Re: Selectors 4 and Variables

We can use the :has pseudo class and restricts his usage to achieve the same 
thing. Those allowed usages can then be extended over time, in function of 
what implementers are ready to do.

It seems clear to me that the goal of the "$" notation was to force the 
":has" to be at the last position of the selector. This allows to restrict 
the needed changes in the rule-matching algorithm to : "Allow a selector 
matching an element to have effect on his ancestrors". This mean the only 
restriction added to the system is that we should start to match CSS rules 
to the deepest point of the DOM Tree and go backward, which most UA probably 
do by now. If we allow :has everywhere, this assumption fails to be proven 
and we may need a more complex tooling to find matched elements for those 
rules, probably iterating two or more times the rule-matching algorithm each 
time a new "parent match" is found.

It may seems reasonable to restrict the :has pseudo-class to the last 
position of the selector. It achieves the same effect and it's easy to add 
more possibilities in the future without changing the syntax.

(Or maybe am I missing the point?)


-----Message d'origine----- 
From: fantasai
Sent: Saturday, October 01, 2011 5:15 AM
To: www-style@w3.org
Subject: Re: Selectors 4 and Variables

On 09/30/2011 05:03 PM, Tab Atkins Jr. wrote:
>
> I thought it was generally agreed long ago that the best approach was
> to use :has() rather than a marker in the selector.  It's more general
> and allows more types of things to be expressed.

It wasn't *generally* agreed. It was only agreed by some people.

> Basically, the subject indicator is exactly equivalent to a :has()
> pseudo limited to the end of the selector:
>
> foo $bar baz {...} == foo bar:has(baz) {...}
>
> However, :has() can be placed anywhere in the selector, and so allows
> more powerful selections:
>
> label:has(:checked) + section>  p {...}

The limitation to a single branch here is intentional, due to
implementation concerns.

If I were going to do branching, I'd expand :matches() to take full
selectors rather than only compounds.

label:matches(!#$%? :checked) + section > p { ... }

This has the advantage that selectors work the same whether they
are within or without the pseudo-class argument. There's neither
implicit nor dangling combinators, as you have with :has().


Except for the pictures, reproduce the records word for word.

(Dataset entries on figures)

--

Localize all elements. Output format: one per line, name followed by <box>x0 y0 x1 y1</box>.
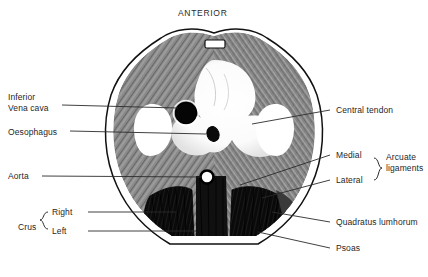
sternum-xiphoid <box>205 40 225 48</box>
label-oesophagus: Oesophagus <box>8 127 57 138</box>
right-lateral-tendon-band <box>256 104 294 156</box>
label-crus: Crus <box>18 222 36 233</box>
inferior-vena-cava-opening <box>176 103 197 124</box>
label-quadratus-lumborum: Quadratus lumhorum <box>336 217 418 228</box>
label-arcuate-ligaments-line1: Arcuate <box>386 152 423 163</box>
label-central-tendon: Central tendon <box>336 105 393 116</box>
label-inferior-vena-cava-line1: Inferior <box>8 92 49 103</box>
label-lateral: Lateral <box>336 175 363 186</box>
label-arcuate-ligaments-line2: ligaments <box>386 163 423 174</box>
label-aorta: Aorta <box>8 171 29 182</box>
label-crus-right: Right <box>52 207 72 218</box>
label-inferior-vena-cava-line2: Vena cava <box>8 103 49 114</box>
label-medial: Medial <box>336 150 362 161</box>
brace-arcuate-ligaments <box>374 158 382 180</box>
label-psoas: Psoas <box>336 243 360 254</box>
aortic-opening <box>201 171 214 184</box>
label-arcuate-ligaments: Arcuate ligaments <box>386 152 423 174</box>
label-inferior-vena-cava: Inferior Vena cava <box>8 92 49 114</box>
leader-psoas <box>258 232 330 248</box>
label-crus-left: Left <box>52 226 67 237</box>
brace-crus <box>40 212 48 229</box>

--

SOLUTION TO THE EXERCISE:
Localize all elements. Output format: one per line, name followed by <box>x0 y0 x1 y1</box>.
sternum-xiphoid <box>205 40 225 48</box>
label-oesophagus: Oesophagus <box>8 127 57 138</box>
right-lateral-tendon-band <box>256 104 294 156</box>
label-crus: Crus <box>18 222 36 233</box>
inferior-vena-cava-opening <box>176 103 197 124</box>
label-quadratus-lumborum: Quadratus lumhorum <box>336 217 418 228</box>
label-arcuate-ligaments-line1: Arcuate <box>386 152 423 163</box>
label-central-tendon: Central tendon <box>336 105 393 116</box>
label-inferior-vena-cava-line1: Inferior <box>8 92 49 103</box>
label-lateral: Lateral <box>336 175 363 186</box>
label-arcuate-ligaments-line2: ligaments <box>386 163 423 174</box>
label-aorta: Aorta <box>8 171 29 182</box>
label-crus-right: Right <box>52 207 72 218</box>
label-inferior-vena-cava-line2: Vena cava <box>8 103 49 114</box>
label-medial: Medial <box>336 150 362 161</box>
brace-arcuate-ligaments <box>374 158 382 180</box>
label-psoas: Psoas <box>336 243 360 254</box>
aortic-opening <box>201 171 214 184</box>
label-arcuate-ligaments: Arcuate ligaments <box>386 152 423 174</box>
label-inferior-vena-cava: Inferior Vena cava <box>8 92 49 114</box>
leader-psoas <box>258 232 330 248</box>
label-crus-left: Left <box>52 226 67 237</box>
brace-crus <box>40 212 48 229</box>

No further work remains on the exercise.